If we are to achieve real seismic change, it will require the creators of wealth to provide leadership capable of achieving sustainable prosperity for the whole community and not exclusively to the elite few. It will require tomorrow’s innovators in business to accept - what for me is the blindingly obvious - that the greatest risk to financial capital in the 21st Century will be the unyielding rise of global inequality. It will require a seismic shift from ‘do-gooding’ to Good Business

These extraordinary times will require different leadership qualities to emerge that are not traditionally familiar to the business executive. Working with and not against this complexity will be the key challenge. To be more specific, finding business solutions to perennial social and problems that also impede shareholder value should become our new normal.

For example, all businesses, small or large, share the same threats posed: global pandemics, rapid population growth in cities, housing shortages, skills shortages, regional and rural depopulation, mass migrant movements, youth unemployment, climate change, fuel poverty, resource depletion and the continually shrinking capacity of the ecosystem to support us.

Now - more than at any other time - we are aware of the extraordinary challenges we face. Solutions are more likely to be found through an inter dependent world reliant more on networks and less on organisations; more on creators of wealth and less on policy makers. These are where our good leaders are to be found. The 20th Century rulebook of State and political leaders “calling the shots” has lost our trust like never before.

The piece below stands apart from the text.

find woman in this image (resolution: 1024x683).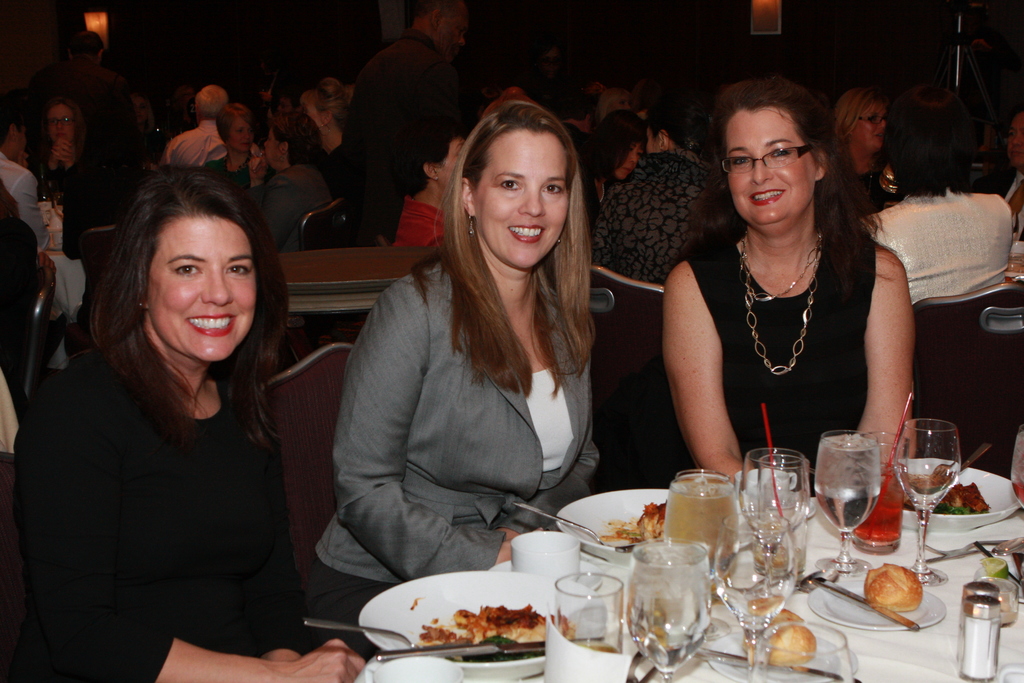
[833,90,906,217].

We no longer have the leaders we need because we are no longer certain of the leaders we want. And the world needs – like at no other time – leaders who are capable of driving business innovation, large or small, that is also socially responsible. In the absence of building the critical mass of leaders capable of bursting the festering boil of unrelenting social and environmental inequality, we will continue to experience the growth of nationalist movements emerging and a return to protectionist markets, closed borders and greater insecurity experienced by all.

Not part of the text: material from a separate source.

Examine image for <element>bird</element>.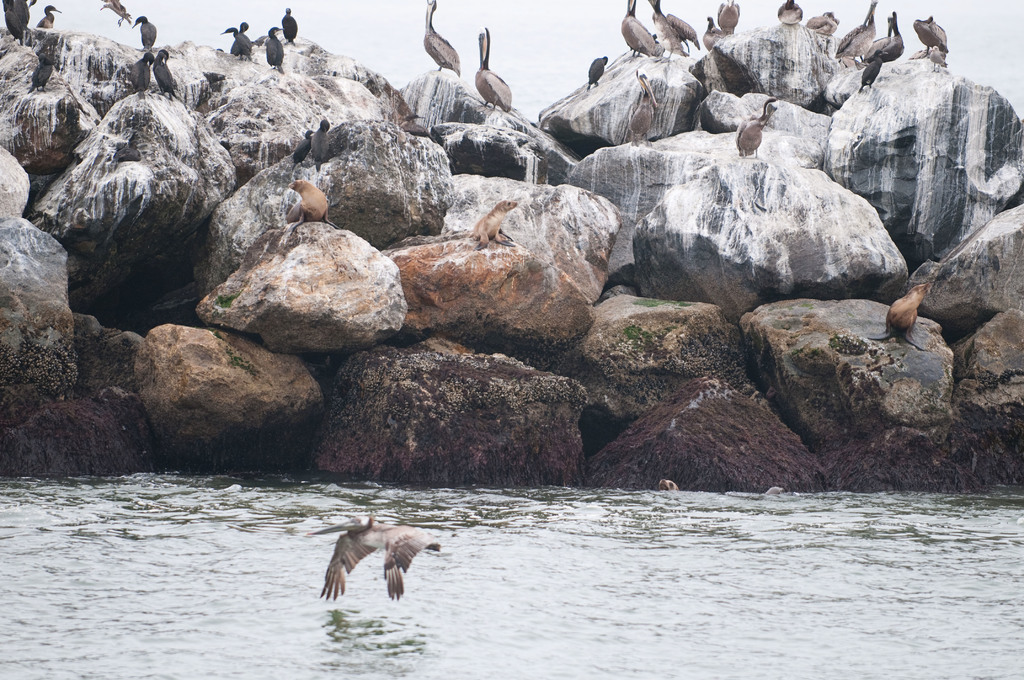
Examination result: [586,56,613,96].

The dangers are immense and on some level most of us – albeit sub-consciously – are aware that our instinct of self-preservation will tell us that change needs to occur as an increasingly open and connected world of powerful networks are irreversibly replacing the once all-powerful organisation. This is a destabilising notion to accept. But it can also be a catalyst of personal and professional existential growth for the global community. For instance, how often does one hear “I want to be able to maximise my profitable returns/meet my targets but I also want to be able to make a difference; but what can I do on my own when the rest of the my colleagues thinks differently.” If truth be-told, you are not alone and the little joined up makes for a lot. The little on their own remains...little!

The 21st Century challenge for the business leader and the future business leader will be to keep pace with the speed of technological and environmental change without it irrevocably destabilizing our intrinsic moral and ethical anchors. The challenge ultimately will be in succeeding to connect en masse private profit with public good, shareholder value with social purpose and sustainable innovation with institutional investment. There has never been a more timely moment to accept this challenge.